The output MPG is encoded with MPEG-2 video and MP2 audio, which are the correct codec types for DVD, but DVD authoring also imposes specific constraints on resolution (720x480 for NTSC, 720x576 for PAL), frame rate, and bitrate. If your source FLV does not already match those parameters, you may need to add flags like -s, -r, and -b:v to the FFmpeg command to bring the output into full DVD compliance before importing into authoring software.
The -q:v flag controls MPEG-2 output quality on a scale from 1 (best) to 31 (worst). The default used here is 2, already near maximum quality. If you need to reduce file size at the cost of some fidelity, try values like 4 or 6. Unlike the CRF scale used for H.264 in the source FLV, MPEG-2's -q:v is a fixed quantizer, so the resulting file size will vary with the complexity of the source footage.

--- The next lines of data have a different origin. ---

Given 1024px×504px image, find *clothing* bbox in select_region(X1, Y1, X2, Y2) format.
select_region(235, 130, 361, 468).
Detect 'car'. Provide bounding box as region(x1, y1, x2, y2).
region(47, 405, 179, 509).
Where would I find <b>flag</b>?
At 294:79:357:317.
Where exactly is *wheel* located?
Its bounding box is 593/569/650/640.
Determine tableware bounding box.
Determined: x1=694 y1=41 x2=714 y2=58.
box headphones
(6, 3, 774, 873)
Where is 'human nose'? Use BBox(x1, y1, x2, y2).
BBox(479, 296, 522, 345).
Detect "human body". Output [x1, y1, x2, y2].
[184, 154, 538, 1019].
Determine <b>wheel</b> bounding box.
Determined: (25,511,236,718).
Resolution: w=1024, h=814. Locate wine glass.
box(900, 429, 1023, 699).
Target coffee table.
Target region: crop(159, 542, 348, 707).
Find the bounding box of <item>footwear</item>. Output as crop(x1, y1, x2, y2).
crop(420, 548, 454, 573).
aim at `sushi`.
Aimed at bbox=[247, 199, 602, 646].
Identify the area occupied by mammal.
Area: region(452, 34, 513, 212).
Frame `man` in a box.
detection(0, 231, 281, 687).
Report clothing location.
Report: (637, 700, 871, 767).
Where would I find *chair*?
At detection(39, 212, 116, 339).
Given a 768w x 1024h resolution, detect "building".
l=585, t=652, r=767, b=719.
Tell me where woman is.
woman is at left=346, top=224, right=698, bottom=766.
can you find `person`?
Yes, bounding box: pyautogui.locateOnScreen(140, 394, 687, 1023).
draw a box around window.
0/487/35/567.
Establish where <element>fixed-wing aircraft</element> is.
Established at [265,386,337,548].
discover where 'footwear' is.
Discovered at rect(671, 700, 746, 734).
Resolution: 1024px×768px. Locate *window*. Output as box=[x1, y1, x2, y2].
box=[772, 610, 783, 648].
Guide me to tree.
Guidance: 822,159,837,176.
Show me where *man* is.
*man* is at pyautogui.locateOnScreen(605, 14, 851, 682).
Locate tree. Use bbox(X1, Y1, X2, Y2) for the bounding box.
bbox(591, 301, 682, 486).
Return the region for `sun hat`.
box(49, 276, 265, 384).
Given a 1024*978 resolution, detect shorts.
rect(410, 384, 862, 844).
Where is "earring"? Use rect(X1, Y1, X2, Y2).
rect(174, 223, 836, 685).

On Linux or macOS you can loop over files in a directory with: for f in *.flv; do ffmpeg -i "$f" -c:v mpeg2video -c:a mp2 -q:v 2 -b:a 192k "${f%.flv}.mpg"; done. On Windows Command Prompt, use: for %f in (*.flv) do ffmpeg -i "%f" -c:v mpeg2video -c:a mp2 -q:v 2 -b:a 192k "%~nf.mpg". This processes each FLV in sequence and outputs a corresponding MPG file with the same base name.
MPG has very limited metadata support compared to modern containers. Most FLV metadata fields such as title, author, creation date, or stream duration hints will not be carried over into the MPG output, as the MPEG-1/2 program stream format was not designed with rich metadata in mind. If metadata preservation matters for your workflow, consider whether a container like MP4 or MKV might better serve your needs before committing to MPG.

Technical Notes

MPEG-2 video encoded at -q:v 2 produces high-quality output but at significantly larger file sizes than the source H.264 video in the FLV, because H.264 achieves far better compression per unit of visual quality. Expect MPG output files to be two to four times larger than the original FLV for equivalent content. The MP2 audio codec is limited to a maximum bitrate of 384k and lacks the psychoacoustic efficiency of AAC, so the 192k default is a reasonable balance for broadcast-grade audio. FLV's lack of subtitle and chapter support means there is no track metadata to lose in this conversion. One important limitation: if the source FLV uses the older Sorenson Spark (FLV1) video codec rather than H.264, FFmpeg will still decode it correctly before re-encoding to MPEG-2, but you may notice more visible compression artifacts due to the double-generation transcode from an already-lossy legacy codec. MPEG-2 does not support transparency, which aligns with FLV's own lack of alpha channel support, so no compositing information is lost.